The panel report said the women were caged in virtual rat holes behind a series of metal doors and grilles, appeared drugged and lived without sunlight or privacy. Many of them were ill but received no treatment.

What the CBI said in its report after the raid remains unknown. The high court did not order an immediate rescue or relocation to shelter homes, as the women’s petitioning parents including Ramreddy had pleaded. It decided to wait till the CBI furnished its final report after investigating all of Dixit’s ashrams across the country.

That report is still awaited, and it’s unclear how far the countrywide probe has progressed and when it might be completed.

When the Covid-19 crisis broke out and the Nizamuddin congregation attracted outrage — although several other religious gatherings elsewhere too had violated the social-distancing protocol — Ramreddy decided to try his luck in the apex court.

“If my daughter Santosh Rupa and the other women captive in Rohini — and the about dozen other ashrams across north India — are not freed immediately, it could become another Nizamuddin crisis where hundreds got infected after living in close contact,” the Hyderabad resident told The Telegraph.

But he says his repeated attempts to secure urgent listing for his March 27 petition, which seeks immediate rescue for the women, have come up against the apex court’s lockdown protocol.

The court registry has told him that only urgent cases will be heard — through videoconferencing — and that these cases must be filed through the advocates-on-record.

Although the Supreme Court allows non-advocates to file petitions under the “petitioner in person” category, this provision has been suspended temporarily as a social-distancing measure.

Ramreddy says he and his wife survive on his meagre annual pension of about Rs 2 lakh — he cannot afford the fees charged by the advocates-on-record.

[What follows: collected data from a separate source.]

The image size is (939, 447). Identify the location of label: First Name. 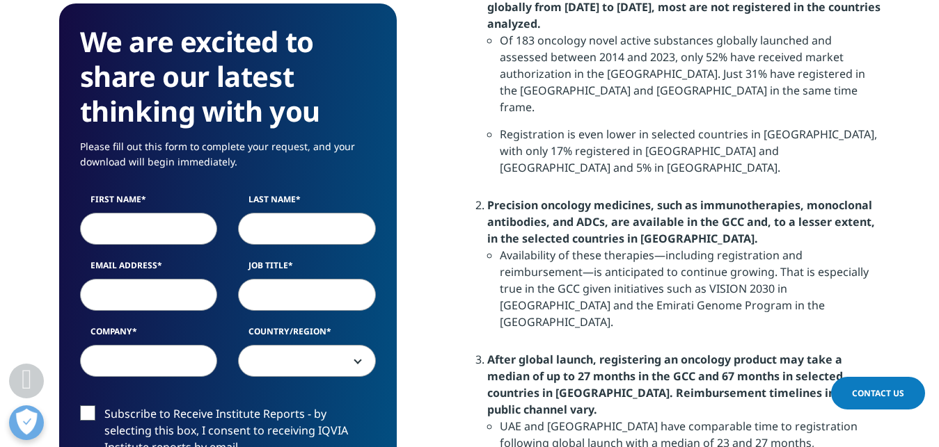
(149, 203).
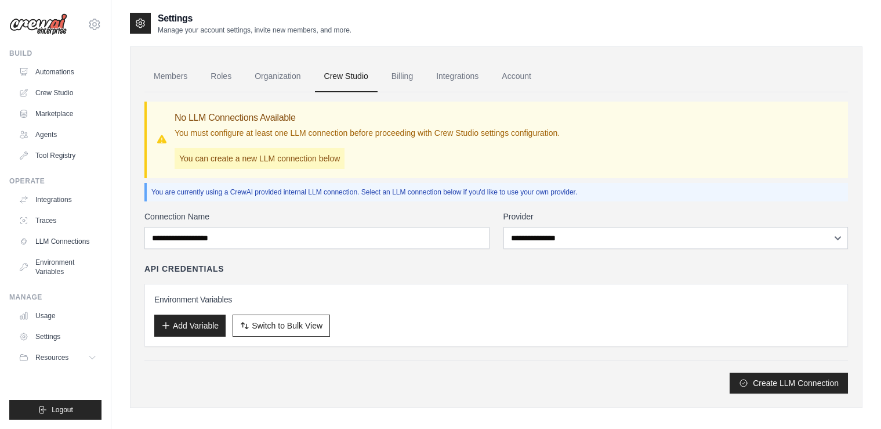 Image resolution: width=881 pixels, height=429 pixels. Describe the element at coordinates (57, 337) in the screenshot. I see `a: Settings` at that location.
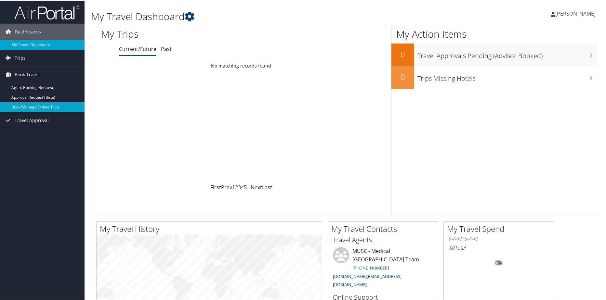 This screenshot has width=606, height=300. What do you see at coordinates (239, 187) in the screenshot?
I see `a: 3` at bounding box center [239, 187].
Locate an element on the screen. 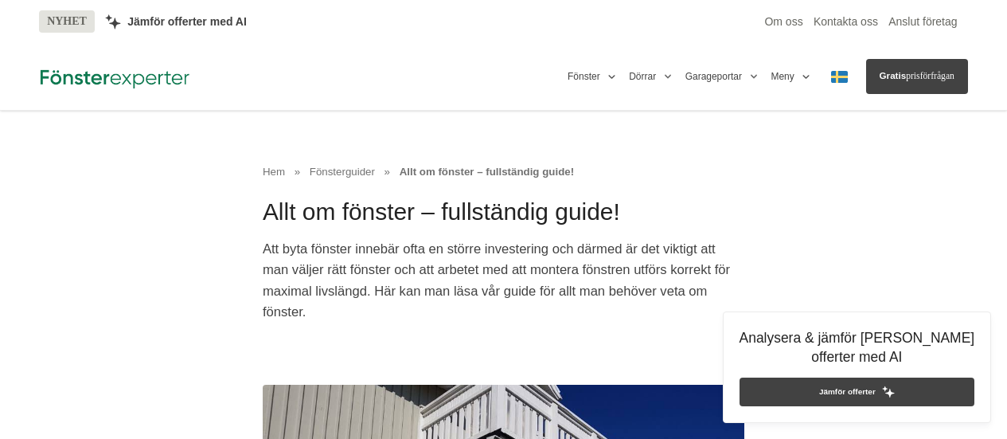  a: Jämför offerter is located at coordinates (857, 392).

Supreme Court sources confirmed that individual petitioners are not being allowed to directly approach the court. But they added that it’s for the Chief Justice of India to take a call on such individual matters.

Ramreddy says his daughter, who was pursuing a post-doctoral degree from Iowa State University in the US, had admitted herself to the ashram in July 2015.

In 2017, a “joint committee” formed by Delhi High Court had furnished its report on the women’s horrific lives in the ashram.

A court order of December 20, 2017, quoted from the report to say: “Some of the women inmates are in ailing condition and are not being given medical attention…. She (a committee member) submits that the inmates appear to be under tremendous pressure.

“Ms Nandita Rao, advocate, who is a member of the team appointed by us, submits that over 100 girls were housed in animal-like conditions with no privacy. She submits that during the inspection where the inmates were housed, the passage was so narrow and of such low height that the team had to bend double to go through the same. Metal doors have been installed at short intervals….”

“Ms Rao expressed grave apprehension about the health of the inmates and submits that several of the inmates appear to be under the influence of some kind of drugs or narcotic substances. The inmates are completely confined and are not permitted any access or contact with their relatives or friends. They are kept in close confinement in the dark spaces with no sunlight with metal grills and nowhere to exit therefrom. She submits that even the sleeping area is monitored and the girls have no privacy at any time.”

Ramreddy has mentioned these findings in his apex court petition.

Seeking urgent rescue for the women, he has cited how the Supreme Court had issued orders granting parole or interim bail to several prisoners as a social-distancing measure in jails.

He has also cited the evacuation of over 2,300 people from a six-storey mosque near Nizamuddin, of whom over 530 are said to have developed Covid-19 symptoms.